The vertical trace on the bond market EKG after the Fed’s Wednesday meeting took mortgages up a quarter-percent, but rates held in the fives, and the more durable damage has been to stocks.

The Fed’s substitution of “patience” for “considerable period” was a smart piece of central banking. The Fed would someday inevitably have to abandon the “considerable” handcuff; it’s far better to do so now, a long ways (I hope) before actually having to increase the cost of money. Now the Fed can return to useful post-meeting statements that are descriptive of the economy and monetary policy, and I expect them to deploy a thesaurus full of successive synonyms for “patience” in order to avoid a new handcuff.

More important than the Wednesday’s shift from “considerable” were the minutes of the Fed’s December meeting, which describe a “changed assessment” to belief in an improving economy and “substantially reduced” chance for unwelcome disinflation. The key sentence in the minutes: “At some point, a move in the direction of a less accommodative and more neutral posture might be necessary.”

That point is closer now than it was in December, and the Fed’s very precise language frames what is probably a heated debate inside the Fed. At 1 percent Fed funds, the Fed is “easy,” “accommodative,” and stimulating the economy. How much of that accommodation can the Fed withdraw without harming the economy? Where is neutral? How long can the Fed wait to raise its rate to neutral without risking the 60-year bugaboo, an “overheating” economy? Or risking a new financial-market bubble, which of course the Fed insists that it would not try to prevent?

Nobody knows the answers to any of these questions because the economy is in a situation without precedent in the modern, post-WWII era of the Fed. Inflation is too low, and the Fed hopes to encourage the inflation rate to rise within the range of stable prices, from slightly under 1 percent to about 2 percent, but not to 3 percent. What sequence of manipulation of the overnight cost of money will achieve that objective?

We and the Fed will know, when and if we get there.

In this week’s data, the 4th quarter 2003 GDP came in at 4 percent, at least 1 percent less than the general range of optimism. The GDP’s best inflation measure (the personal consumption expenditure deflator) rose at an annualized .6 percent from the prior quarter, down from the prior two, and as low as any since the bubble blew. Orders for durable goods fell by a surprise 5.1 percent in December after the surprise 2.8 percent drop in November. Housing is still strong, and there are anecdotal bright spots in corporate R&D spending, an uptick in help-wanted ads, the well-behaved pace of layoffs, and medium-positive consumer confidence.

Yet, there is a sense of fragility. Stocks are today 250 points off the post-9/11 high set early this week. Values are extreme despite big earnings, the S&P still 20 times forecast. My favorite whipping stock, Amazon, made $35 million in 2003; its $53/share times 429.4 million shares is a market cap of $23 billion. Gold is under $400/oz for the first time since November, down from $425.

The IT revolution has brought unimagined flexibility to American business: we can all run faster without hitting capacity constraints in labor, material or production. Until whole industries run into constraints, competition prevents price increases. All eyes are on job growth (the next play in that roulette comes next Friday morning), but I think jobs are not quite so central.

Prices, prices, prices! The Fed doesn’t dare do much, not until prices themselves begin to move. The Fed dares not take pre-emptive action against inflation for fear it would pre-empt what little inflation there is.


▶ _What the exercise asks_: Would you transcribe the lines running from the one that holds "The image size is (1317, 664)." to the last line of the records? Leave every picture out.

▶ _Given information_:
.....

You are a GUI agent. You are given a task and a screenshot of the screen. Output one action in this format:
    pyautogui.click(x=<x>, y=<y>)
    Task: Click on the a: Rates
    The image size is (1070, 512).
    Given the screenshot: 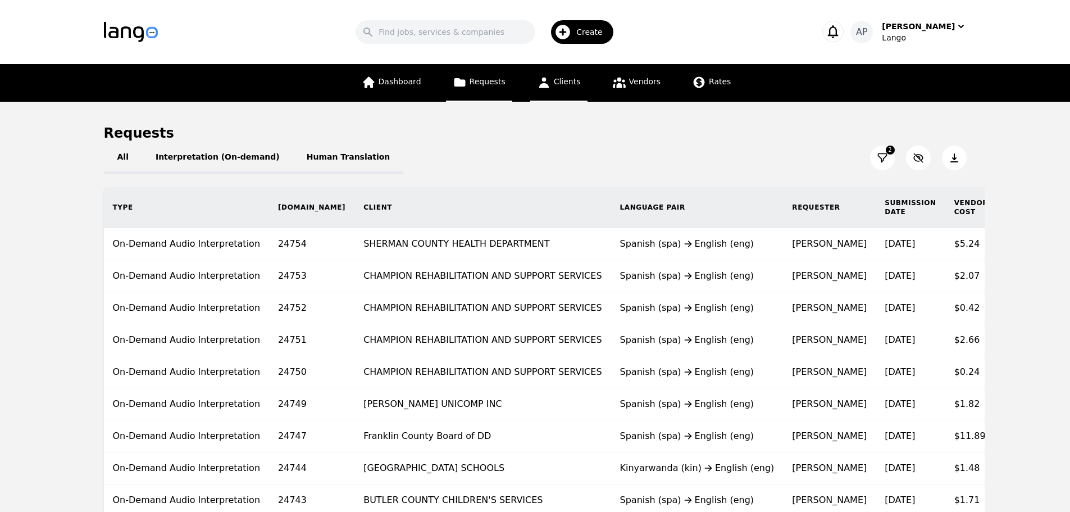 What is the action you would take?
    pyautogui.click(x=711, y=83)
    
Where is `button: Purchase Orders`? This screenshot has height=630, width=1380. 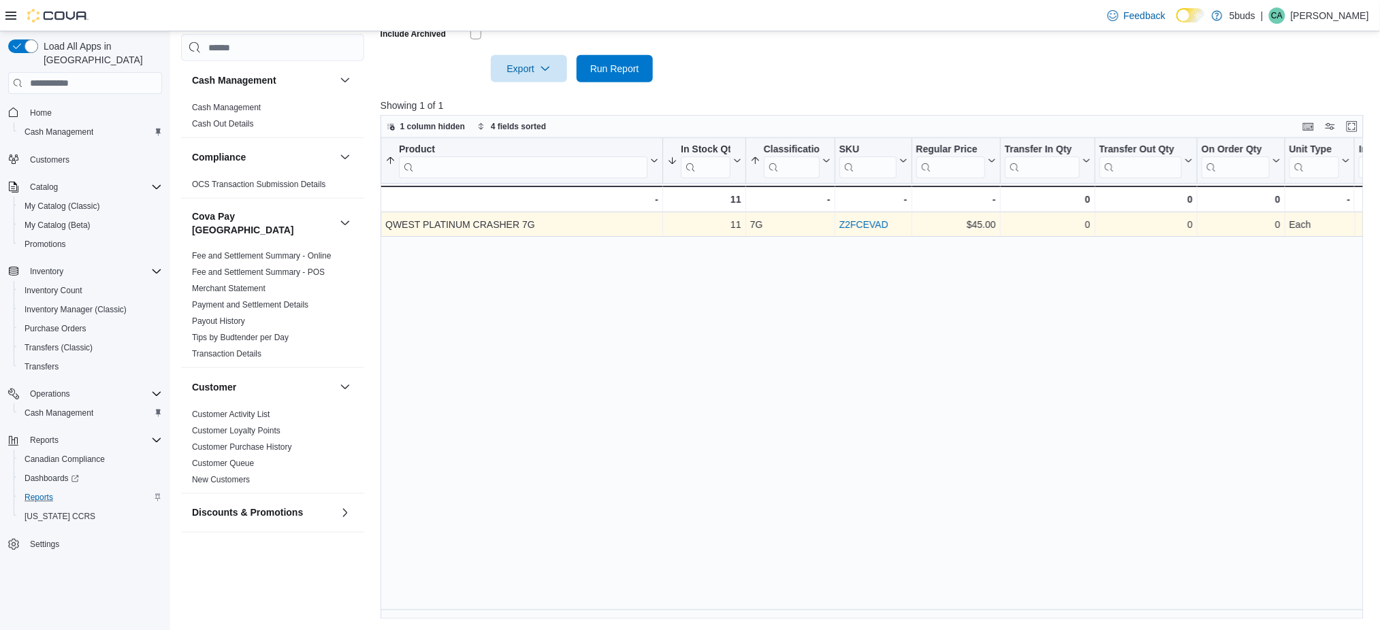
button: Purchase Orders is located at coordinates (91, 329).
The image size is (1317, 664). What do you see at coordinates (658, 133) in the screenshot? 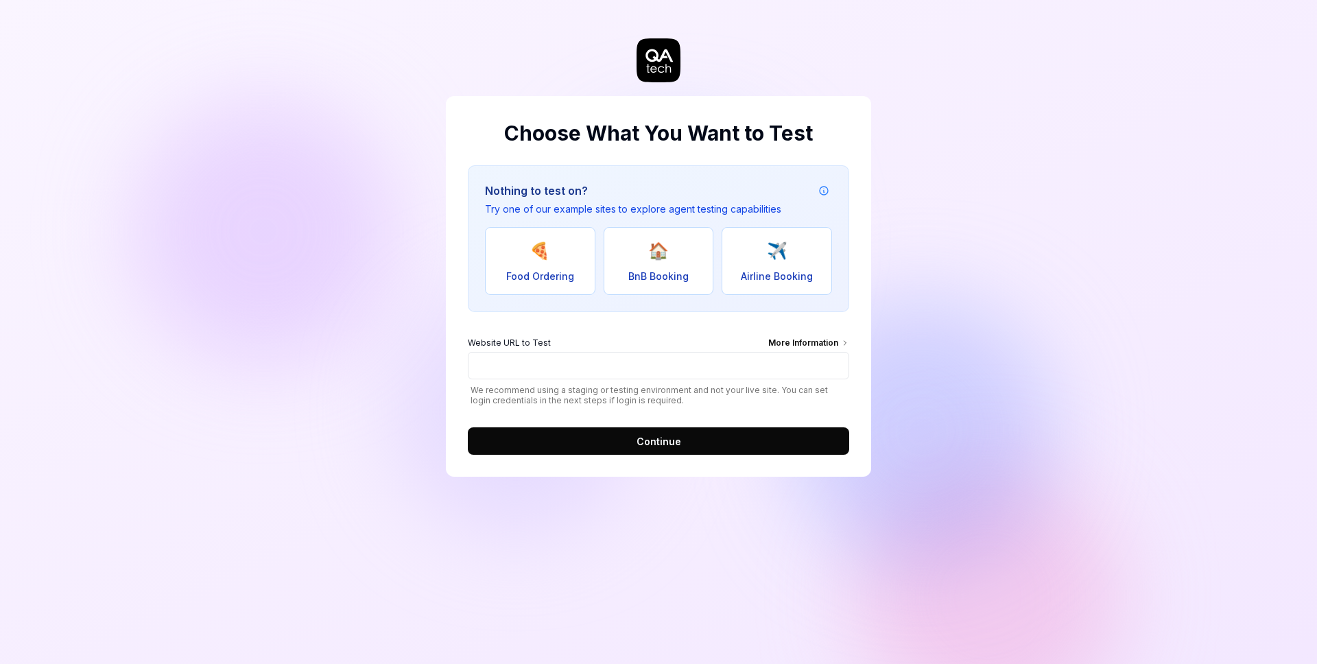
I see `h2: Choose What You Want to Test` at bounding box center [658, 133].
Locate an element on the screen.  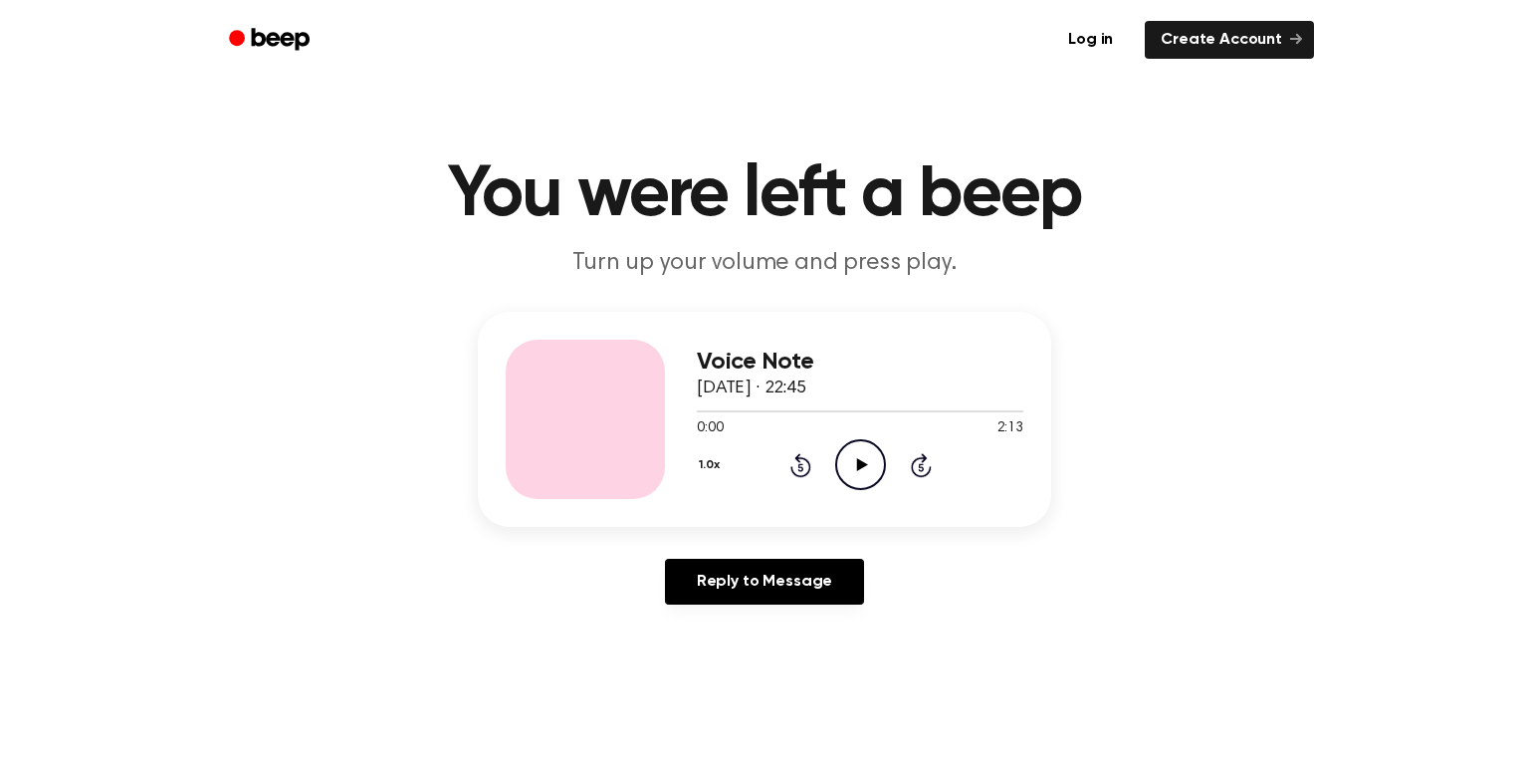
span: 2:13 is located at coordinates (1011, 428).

.....

▶ _Written response_:
The image size is (1317, 664). What do you see at coordinates (658, 133) in the screenshot? 
I see `h2: Choose What You Want to Test` at bounding box center [658, 133].
Locate an element on the screen.  
span: 2:13 is located at coordinates (1011, 428).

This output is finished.